Friday, June 21, 2013

Learning: The Treasure Within

My initial thoughts after reading this: http://www.unesco.org/delors/delors_e.pdf

The Treasure Within

There is a lot to say about this piece of writing, it is hard to pick a focus.  First let me say that I really enjoyed Delors’ artistic prose, which at times read more like a traditional Taoist text than a commission’s report on education (references to “self-knowledge” and “inner meditation”). 

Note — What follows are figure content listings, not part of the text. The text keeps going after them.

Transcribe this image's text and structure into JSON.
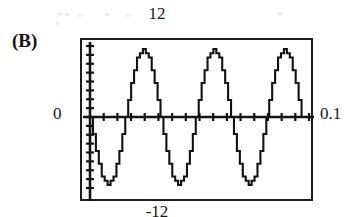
{
  "figure": {
    "panel_letter": "(B)",
    "labels": {
      "top": "12",
      "bottom": "-12",
      "left": "0",
      "right": "0.1"
    }
  },
  "chart_data": {
    "type": "line",
    "title": "(B)",
    "subtitle": "",
    "xlabel": "",
    "ylabel": "",
    "xlim": [
      0,
      0.1
    ],
    "ylim": [
      -12,
      12
    ],
    "x_tick_labels": [
      "0",
      "0.1"
    ],
    "y_tick_labels": [
      "-12",
      "12"
    ],
    "grid": false,
    "legend": null,
    "waveform": {
      "shape": "stepped-sine",
      "description": "quantized (staircase) sinusoid, inverted phase, starts at 0 and goes negative first",
      "amplitude": 11.5,
      "cycles": 3.1,
      "period_seconds": 0.0322,
      "frequency_hz": 31,
      "phase_deg": 180,
      "quantization_steps": 16,
      "samples_per_cycle": 24
    },
    "series": [
      {
        "name": "stepped sine",
        "color": "#111111",
        "x": [
          0,
          0.0042,
          0.0083,
          0.0125,
          0.0167,
          0.0208,
          0.025,
          0.0292,
          0.0333,
          0.0375,
          0.0417,
          0.0458,
          0.05,
          0.0542,
          0.0583,
          0.0625,
          0.0667,
          0.0708,
          0.075,
          0.0792,
          0.0833,
          0.0875,
          0.0917,
          0.0958,
          0.1
        ],
        "values": [
          0,
          -8.1,
          -11.5,
          -8.1,
          0,
          8.1,
          11.5,
          8.1,
          0,
          -8.1,
          -11.5,
          -8.1,
          0,
          8.1,
          11.5,
          8.1,
          0,
          -8.1,
          -11.5,
          -8.1,
          0,
          8.1,
          11.5,
          8.1,
          0
        ]
      }
    ],
    "axes": {
      "x_axis_drawn": true,
      "y_axis_drawn": true,
      "x_axis_at_y": 0,
      "y_axis_at_x": 0,
      "x_tick_count": 16,
      "y_tick_count": 16
    }
  }
}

First I have to say how ALL of his major points and recommendations hit close to home.  When colleagues asked me about this course, I would shrug and say, “Well, it probably has more to do with my work in Haiti than my work here at the high school, but I am sure it will relate”.  I couldn’t have been more wrong!  As Delors walked through the commission’s principals, findings and recommendations I found myself relating everything to my context at Middlebury High School.  I had to remind mysef that this was a report on global education, and not a report just about Vermont.  The tensions, the need to inspire learning for life, and need to allow adolescents multiple pathways, the need for equity, the need for community involvement, the role of policy makers, the mass enrollment in and focus on higher education, and more. 

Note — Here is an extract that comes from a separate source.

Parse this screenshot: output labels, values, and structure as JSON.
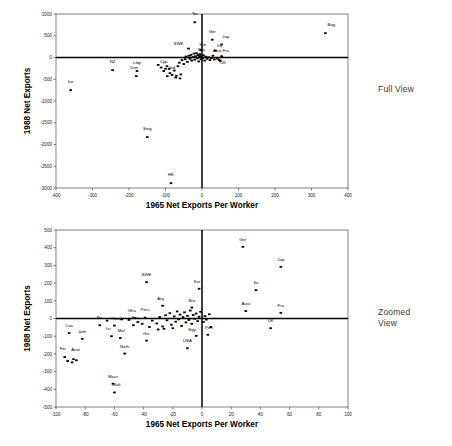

But if I have to choose one thing to focus on, it has to be the major wake up call to refocus on the bigger “global picture” of learning.  In my current context I tend to get so insular in my thinking: “I need to teach these students this grammar, this vocabulary” or maybe even, “I need to prepare these students for college”.  But my role and aim as an educator is truly so much bigger than that.  I need to prepare these students to be responsible and active citizens of a global community.  My aim shouldn’t (just) be to assign grades and prepare students for an AP test or college, but to INSPIRE a PASSION for learning for life.  Delors’ words about creating understanding between cultures and knowledge of the world’s cultures really struck a chord with me as a language teacher.  Indeed, our field of learning languages and cultures, too often overlooked as an “extra” in my society, plays an essential role in education for a better world or “necessary utopia” as Delors puts it.  This is, after all, why I got into language teaching in the first place.


To summarize, the take home point for me was to be more global in my thinking about my role as a secondary educator.  Comparative education as a larger field is helping me to rethink my basic aims as an educator in the larger context of an interconnected and interdependent 21st Century global village.